The idea unraveled within two years of its 2012 launch due to personal and legal conflicts, and what The Economist called âBitcoin paradiseâ now looks like a crazy utopian pipe-dream.
Although it might be hasty to write off Galtâs Gulch Chile as an elaborate con, several involved parties have accused the leadership of corruption.
âA con of this magnitude could only have existed in the libertarian community because [Johnson] used their paranoia and distrust of the government to say, âPut everything in a trust, I wonât tell anybody who you are, donât let anyone find out youâre investing, and I prefer you use precious metal or Bitcoins so it canât be traced,'â potential investor Josh Kirley noted. âIt really worked out well, whether it was intentional or just the perfect storm.â
However, itâs worth crediting GGC for its early (for crypto) attempt to build a digital-asset based economy. For perspective, Bitcoinâs price hovered was around $125 during the duration of the attempt. The irony is that the $1.5 million in sales in Bitcoin GGC was able to generate in 2013 would be about $10 â $105 million today (assuming price fluctuations in 2013, information provided by The Economist).

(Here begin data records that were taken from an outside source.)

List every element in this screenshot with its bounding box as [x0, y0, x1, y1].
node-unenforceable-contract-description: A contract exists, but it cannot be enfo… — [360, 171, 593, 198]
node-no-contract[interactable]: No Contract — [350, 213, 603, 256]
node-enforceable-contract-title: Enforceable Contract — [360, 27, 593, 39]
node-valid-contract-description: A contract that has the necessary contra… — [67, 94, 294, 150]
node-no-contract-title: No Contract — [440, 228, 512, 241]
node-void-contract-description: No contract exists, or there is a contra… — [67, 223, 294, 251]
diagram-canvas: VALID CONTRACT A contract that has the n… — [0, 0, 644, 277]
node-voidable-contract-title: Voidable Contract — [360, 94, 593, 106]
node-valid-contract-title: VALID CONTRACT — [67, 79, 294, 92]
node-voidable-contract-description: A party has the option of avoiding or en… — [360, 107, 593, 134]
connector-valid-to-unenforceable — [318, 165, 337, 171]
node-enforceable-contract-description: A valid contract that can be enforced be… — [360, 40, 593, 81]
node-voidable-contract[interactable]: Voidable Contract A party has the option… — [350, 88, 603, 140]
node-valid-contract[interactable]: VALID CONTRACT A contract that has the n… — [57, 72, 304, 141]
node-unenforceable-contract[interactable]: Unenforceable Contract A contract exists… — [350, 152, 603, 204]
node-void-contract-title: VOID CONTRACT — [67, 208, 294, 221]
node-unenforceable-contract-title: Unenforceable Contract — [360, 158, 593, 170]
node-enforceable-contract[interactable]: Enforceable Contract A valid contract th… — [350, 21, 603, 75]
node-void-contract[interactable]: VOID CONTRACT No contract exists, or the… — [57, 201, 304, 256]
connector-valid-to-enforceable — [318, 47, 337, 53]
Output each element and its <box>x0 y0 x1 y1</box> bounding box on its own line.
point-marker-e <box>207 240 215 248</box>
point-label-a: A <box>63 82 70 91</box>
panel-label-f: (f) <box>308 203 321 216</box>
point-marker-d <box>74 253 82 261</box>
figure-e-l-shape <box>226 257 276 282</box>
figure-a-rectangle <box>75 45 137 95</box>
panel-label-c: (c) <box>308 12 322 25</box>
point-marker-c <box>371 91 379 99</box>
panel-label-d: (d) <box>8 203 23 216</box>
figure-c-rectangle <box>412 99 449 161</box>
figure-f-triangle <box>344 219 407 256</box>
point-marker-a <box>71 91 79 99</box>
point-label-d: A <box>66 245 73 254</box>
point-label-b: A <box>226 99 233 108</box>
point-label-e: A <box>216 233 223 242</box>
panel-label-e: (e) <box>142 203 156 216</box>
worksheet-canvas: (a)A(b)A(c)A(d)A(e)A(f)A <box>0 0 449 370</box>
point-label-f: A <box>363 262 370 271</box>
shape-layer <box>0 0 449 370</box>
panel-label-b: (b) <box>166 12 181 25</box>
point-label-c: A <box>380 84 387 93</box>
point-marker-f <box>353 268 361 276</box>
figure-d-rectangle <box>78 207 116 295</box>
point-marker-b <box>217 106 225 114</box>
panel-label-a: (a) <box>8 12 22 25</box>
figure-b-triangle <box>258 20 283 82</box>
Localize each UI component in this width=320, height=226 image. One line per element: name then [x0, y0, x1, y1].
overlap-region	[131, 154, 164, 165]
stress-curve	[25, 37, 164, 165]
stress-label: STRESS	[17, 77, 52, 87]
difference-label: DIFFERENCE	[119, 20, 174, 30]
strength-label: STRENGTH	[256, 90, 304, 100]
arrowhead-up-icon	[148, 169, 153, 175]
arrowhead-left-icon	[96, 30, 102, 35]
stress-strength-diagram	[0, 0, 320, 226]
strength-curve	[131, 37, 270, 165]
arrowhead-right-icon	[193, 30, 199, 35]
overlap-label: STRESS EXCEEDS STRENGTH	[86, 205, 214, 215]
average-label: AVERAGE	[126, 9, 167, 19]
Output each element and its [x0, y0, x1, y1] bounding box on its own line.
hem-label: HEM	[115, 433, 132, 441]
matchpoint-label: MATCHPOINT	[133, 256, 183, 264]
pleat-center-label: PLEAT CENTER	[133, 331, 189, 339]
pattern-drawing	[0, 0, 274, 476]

Blockchain-based governance models werenât necessarily as fleshed out back then as they were today. The lack of transparency and trust would have easily been solved by a variety of offerings today.
Final Thoughts
Seasteading aims to offer a solution, if not practical at least theoretically cathartic, for the worldâs population that wants to exercise optionality in where and how they live. This plays along with the common theme that blockchain-based governance models will force traditional governments to compete for a decentralized community of economically and socially mobile individuals.
A better question to ask isnât âwill it happenâ but âwhat if it does?â
Will governments view seasteaders and digital citizens as tax evading pirates, or will they change their stances on regulation and taxes to appease the masses of talent?
Only time will tell.
The ideological heartstrings and naivety rooted in the paranoia and mistrust of centralized institutions like the government, a sentiment that is the bedrock or catalyst for many people attracted to blockchain, can only go so far.
Itâs up to front-running platforms seeking to offer a viable and preferable digital citizenship on land or sea (or airâŠor space) to right the wrongs of a baby-deer-legged nascent blockchain world, and create an alternative that could ultimately change how the world works.
Resources and Credits:
Vice: https://www.vice.com/en_us/article/bn53b3/atlas-mugged-922-v21n10
The Economist: https://www.economist.com/schumpeter/2013/12/26/bitcoin-paradise
Disclaimer
The views and opinions expressed in this article are solely those of the authors and do not reflect the views of Bitcoin Insider. Every investment and trading move involves risk - this is especially true for cryptocurrencies given their volatility. We strongly advise our readers to conduct their own research when making a decision.